FAQs

Research Questions

We have put together a list of replies to often asked queries about the Business Archives Council. The list has been separated into categories. If you should find that your question has not been answered here, please contact us.

  • Do you have any records relating to a specific company?

    No. The BAC is not a physical repository and it holds no archive records at all. It is a registered charity established in 1934 for the promotion and preservation of business history - not a repository for business records. You can find out about where business records are located by visiting The National Archives' portal to archives: Discovery.

  • I am just starting out researching a company's history. I have never done any of this type of research before. Could you make any suggestions as to where I should start?

    There are several sources worth consulting during the initial stages of your research which could provide you with some leads:

    • A Guide to Tracing the History of a Business by Dr John Orbell. This lists sources and ideas which you may well find helpful. You will find a copy in a good reference library. A new edition was published in 2009.
    • For an online bibliography for locating publications on the history of specific businesses and industries operating in England, Scotland, Wales and Northern Ireland subscribe to the Business History Explorer developed by Dr John Orbell.
    • Kellys Trade Directories. These are similar to telephone directories, grouping together businesses according to trade for yearly periods. If you have a name of a business in a particular area or an idea where a business was located over a given time period, for example Jones’ Blacksmith's in London in 1899-1913, you can use these directories to confirm its existence at that location at that time, to follow the physical relocation of that business and trace how long it was at various premises. Researchers should be advised that these businesses may not appear in directories consistently year after year.
    • Companies House - incorporates and dissolves limited companies, registers the information companies are legally required to supply, and makes that information available to the public.
    • For more information about the key records of a business please take a look at the Managing Business Archives website.
  • I am trying to trace information about my grandfather, do you have any information about the company he owned?

    Contact The National Archives. You should consider whether you are more concerned to establish details about your grandfather or whether you wish to find out about his business. If the enquiry is of a personal/family history nature, for example searching for the details of your grandfather who worked for X mining company in Yorkshire or who owned his own toy making factory in Shropshire, then it is often better to establish as much about your family member as you can first through other means rather than taking the business as your starting point.

    Knowledge of a relation’s connection with a business may help to locate them at a certain place at a certain time but will not necessarily provide more family background. Records for small independent companies owned by a family member rarely survive. If they are not passed down through the family they are most likely to have been destroyed rather than given to a public repository. Staff records which may document the employment of a family member within another business are not always deemed the most important historical items to keep and so they too have not always survived even where other records have.

    If you are more interested in the business itself then treat it as a normal business enquiry and approach all the usual places as listed above.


Tally every line in the entries below that holds "decreasing", then give only the total.

------------------------------------------------------------

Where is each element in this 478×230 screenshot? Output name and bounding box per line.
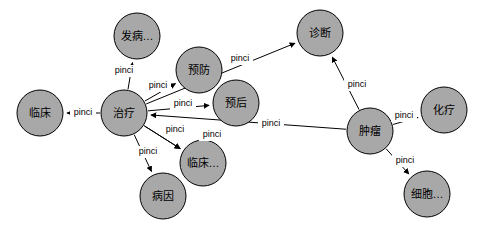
graph-node-label: 预后 (225, 97, 247, 109)
knowledge-graph-canvas: 临床治疗发病…预防预后诊断肿瘤化疗细胞…临床…病因 pincipincipinc… (0, 0, 478, 230)
edge-label: pinci (396, 155, 415, 165)
graph-node[interactable]: 诊断 (297, 10, 343, 56)
edge-label: pinci (166, 124, 185, 134)
edge-label: pinci (395, 110, 414, 120)
edge-label: pinci (74, 107, 93, 117)
graph-node-label: 预防 (188, 63, 210, 76)
graph-node[interactable]: 化疗 (421, 87, 467, 133)
graph-node-label: 肿瘤 (359, 124, 381, 137)
graph-node-label: 诊断 (309, 26, 331, 39)
graph-node-label: 病因 (152, 189, 174, 202)
edge-label: pinci (139, 146, 158, 156)
graph-node[interactable]: 预后 (213, 80, 259, 126)
graph-node-label: 临床… (187, 156, 220, 169)
graph-node-label: 发病… (121, 29, 154, 42)
edge-label: pinci (348, 79, 367, 89)
graph-node[interactable]: 细胞… (404, 171, 450, 217)
edge-label: pinci (115, 65, 134, 75)
graph-node[interactable]: 发病… (114, 13, 160, 59)
graph-node[interactable]: 肿瘤 (347, 108, 393, 154)
graph-node[interactable]: 病因 (140, 173, 186, 219)
graph-node[interactable]: 预防 (176, 47, 222, 93)
graph-node-label: 化疗 (433, 103, 455, 116)
edge-label: pinci (203, 129, 222, 139)
edge-label: pinci (149, 80, 168, 90)
graph-node-label: 治疗 (113, 106, 135, 119)
graph-node-label: 临床 (29, 106, 51, 119)
edge-label: pinci (174, 98, 193, 108)
graph-node[interactable]: 临床 (17, 90, 63, 136)
edge-label: pinci (231, 53, 250, 63)
graph-node-label: 细胞… (411, 188, 444, 200)
edge-label: pinci (262, 118, 281, 128)
graph-node[interactable]: 临床… (180, 140, 226, 186)
knowledge-graph-svg: 临床治疗发病…预防预后诊断肿瘤化疗细胞…临床…病因 pincipincipinc… (0, 0, 478, 230)
graph-node[interactable]: 治疗 (101, 90, 147, 136)
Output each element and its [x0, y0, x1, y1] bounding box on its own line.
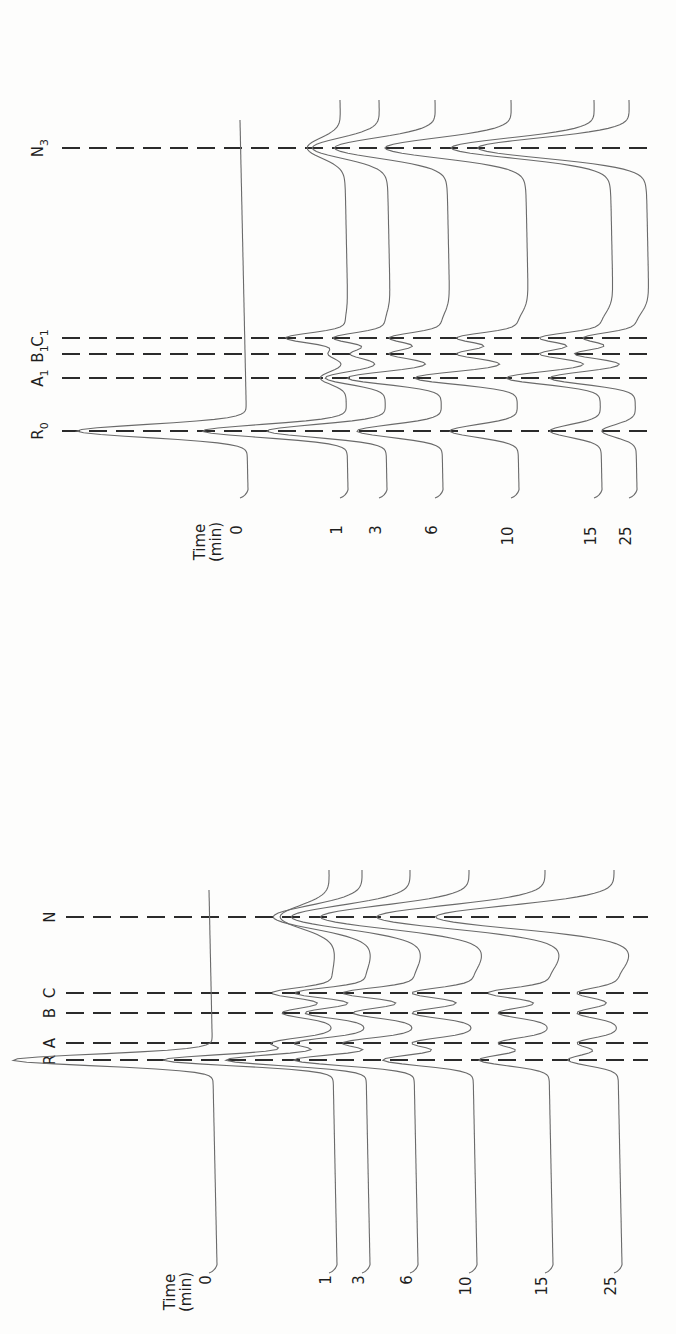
trace-tail [240, 490, 248, 498]
trace-tail [629, 490, 637, 498]
trace-tail [614, 1265, 622, 1273]
top-panel-traces: R0A1B1C1N30136101525Time(min) [29, 100, 648, 562]
trace-25-min [436, 870, 629, 1265]
time-label-15: 15 [533, 1276, 551, 1295]
trace-15-min [377, 870, 559, 1265]
reference-label-a: A1 [29, 369, 51, 386]
trace-tail [209, 1265, 217, 1273]
reference-label-a: A [41, 1037, 59, 1048]
figure: R0A1B1C1N30136101525Time(min) RABCN01361… [0, 0, 676, 1334]
trace-tail [469, 1265, 477, 1273]
trace-tail [379, 490, 387, 498]
time-label-10: 10 [499, 526, 517, 545]
reference-label-n: N [41, 911, 59, 922]
reference-label-b: B [41, 1008, 59, 1018]
time-label-1: 1 [317, 1275, 335, 1285]
trace-tail [511, 490, 519, 498]
time-label-25: 25 [602, 1276, 620, 1295]
time-label-0: 0 [228, 525, 246, 535]
bottom-panel-traces: RABCN0136101525Time(min) [13, 870, 648, 1312]
time-axis-unit: (min) [207, 522, 225, 562]
time-label-0: 0 [197, 1275, 215, 1285]
trace-tail [545, 1265, 553, 1273]
reference-label-b: B1 [29, 345, 51, 362]
time-label-1: 1 [328, 525, 346, 535]
trace-tail [435, 490, 443, 498]
trace-tail [362, 1265, 370, 1273]
time-label-6: 6 [398, 1275, 416, 1285]
trace-tail [329, 1265, 337, 1273]
trace-tail [410, 1265, 418, 1273]
time-label-3: 3 [350, 1275, 368, 1285]
time-label-15: 15 [582, 526, 600, 545]
time-label-25: 25 [617, 526, 635, 545]
time-label-3: 3 [367, 525, 385, 535]
densitometer-traces-figure: R0A1B1C1N30136101525Time(min) RABCN01361… [0, 0, 676, 1334]
trace-tail [594, 490, 602, 498]
reference-label-c: C [41, 988, 59, 998]
trace-tail [340, 490, 348, 498]
reference-label-c: C1 [29, 329, 51, 346]
reference-label-n: N3 [29, 139, 51, 157]
trace-0-min [13, 890, 217, 1265]
time-label-10: 10 [457, 1276, 475, 1295]
time-label-6: 6 [423, 525, 441, 535]
reference-label-r: R0 [29, 422, 51, 439]
time-axis-unit: (min) [177, 1272, 195, 1312]
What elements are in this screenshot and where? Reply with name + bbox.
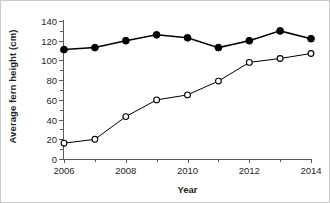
y-tick-mark <box>59 100 63 101</box>
y-tick-mark <box>59 21 63 22</box>
data-point-closed-circles-2011 <box>215 44 222 51</box>
x-tick-mark <box>311 159 312 163</box>
y-tick-label: 60 <box>21 94 57 105</box>
x-tick-minor <box>95 159 96 162</box>
x-tick-minor <box>157 159 158 162</box>
data-point-closed-circles-2013 <box>277 28 284 35</box>
y-tick-mark <box>59 80 63 81</box>
data-point-open-circles-2010 <box>185 92 191 98</box>
data-point-closed-circles-2014 <box>308 35 315 42</box>
y-tick-mark <box>59 120 63 121</box>
y-tick-label: 40 <box>21 114 57 125</box>
plot-area <box>64 21 311 159</box>
y-tick-label: 140 <box>21 16 57 27</box>
data-point-closed-circles-2007 <box>92 44 99 51</box>
data-point-open-circles-2009 <box>154 97 160 103</box>
y-tick-minor <box>60 31 63 32</box>
y-axis-title-text: Average fern height (cm) <box>8 29 19 143</box>
y-tick-mark <box>59 139 63 140</box>
data-point-open-circles-2011 <box>216 78 222 84</box>
x-tick-label: 2010 <box>168 165 208 176</box>
y-tick-minor <box>60 129 63 130</box>
data-point-closed-circles-2010 <box>184 34 191 41</box>
x-tick-label: 2014 <box>291 165 330 176</box>
y-tick-label: 20 <box>21 134 57 145</box>
data-point-closed-circles-2008 <box>122 37 129 44</box>
y-tick-minor <box>60 70 63 71</box>
x-tick-mark <box>64 159 65 163</box>
x-tick-label: 2008 <box>106 165 146 176</box>
x-tick-mark <box>249 159 250 163</box>
y-tick-label: 100 <box>21 55 57 66</box>
x-tick-label: 2012 <box>229 165 269 176</box>
x-tick-mark <box>188 159 189 163</box>
x-tick-minor <box>218 159 219 162</box>
y-tick-mark <box>59 159 63 160</box>
y-tick-mark <box>59 60 63 61</box>
data-point-open-circles-2006 <box>61 140 67 146</box>
data-point-open-circles-2008 <box>123 114 129 120</box>
y-tick-label: 0 <box>21 154 57 165</box>
x-tick-mark <box>126 159 127 163</box>
y-tick-minor <box>60 149 63 150</box>
series-layer <box>64 21 311 159</box>
data-point-open-circles-2013 <box>277 56 283 62</box>
y-tick-minor <box>60 110 63 111</box>
x-tick-label: 2006 <box>44 165 84 176</box>
chart-figure: Average fern height (cm) 020406080100120… <box>0 0 330 203</box>
data-point-closed-circles-2012 <box>246 37 253 44</box>
data-point-open-circles-2007 <box>92 136 98 142</box>
x-axis-title: Year <box>64 184 311 195</box>
data-point-closed-circles-2009 <box>153 31 160 38</box>
x-tick-minor <box>280 159 281 162</box>
data-point-closed-circles-2006 <box>61 46 68 53</box>
data-point-open-circles-2014 <box>308 51 314 57</box>
y-tick-mark <box>59 41 63 42</box>
y-tick-label: 120 <box>21 35 57 46</box>
data-point-open-circles-2012 <box>246 60 252 66</box>
y-tick-label: 80 <box>21 75 57 86</box>
y-tick-minor <box>60 90 63 91</box>
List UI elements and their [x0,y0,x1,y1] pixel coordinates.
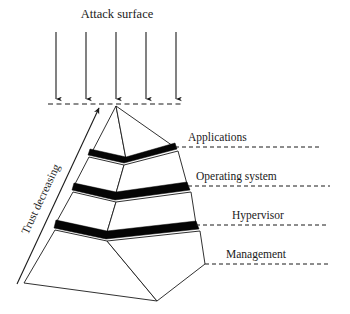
attack-arrow-group [56,32,176,99]
pyramid-illustration: Trust decreasing Attack surface Applicat… [0,0,350,314]
tier-management-solid [24,230,205,301]
attack-surface-pyramid-diagram: Trust decreasing Attack surface Applicat… [0,0,350,314]
tier-label-operating-system: Operating system [196,170,277,183]
tier-label-applications: Applications [188,131,247,144]
tier-label-hypervisor: Hypervisor [232,209,284,222]
figure-title: Attack surface [81,7,154,21]
tier-label-management: Management [226,248,287,261]
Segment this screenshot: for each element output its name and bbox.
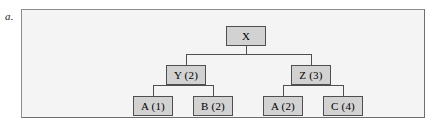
tree-node-label: A (2) [271,101,295,112]
figure-root: a. XY (2)Z (3)A (1)B (2)A (2)C (4) [0,0,438,125]
tree-node-c4: C (4) [323,96,363,116]
tree-node-label: B (2) [201,101,225,112]
tree-node-label: X [242,31,250,42]
tree-node-b2: B (2) [193,96,233,116]
tree-node-a1: A (1) [133,96,173,116]
tree-node-a2: A (2) [263,96,303,116]
tree-node-y: Y (2) [166,65,206,85]
tree-node-label: C (4) [331,101,355,112]
tree-node-label: Y (2) [174,70,198,81]
tree-node-label: Z (3) [299,70,322,81]
tree-node-z: Z (3) [291,65,331,85]
tree-node-x: X [226,26,266,46]
figure-panel: XY (2)Z (3)A (1)B (2)A (2)C (4) [21,9,425,118]
figure-label: a. [5,10,14,22]
tree-node-label: A (1) [141,101,165,112]
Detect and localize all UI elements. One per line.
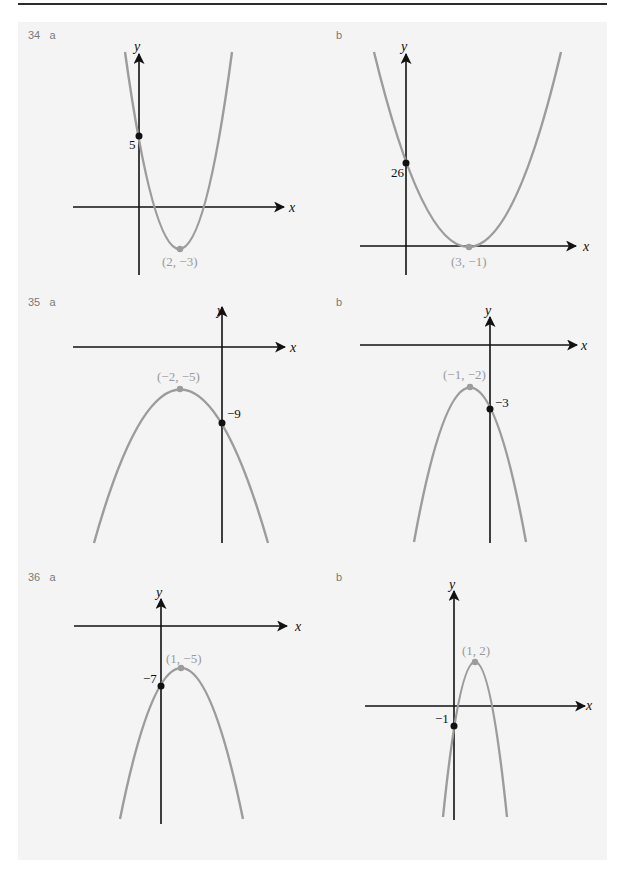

------------------------------------------------------------

## Solution to the problem
2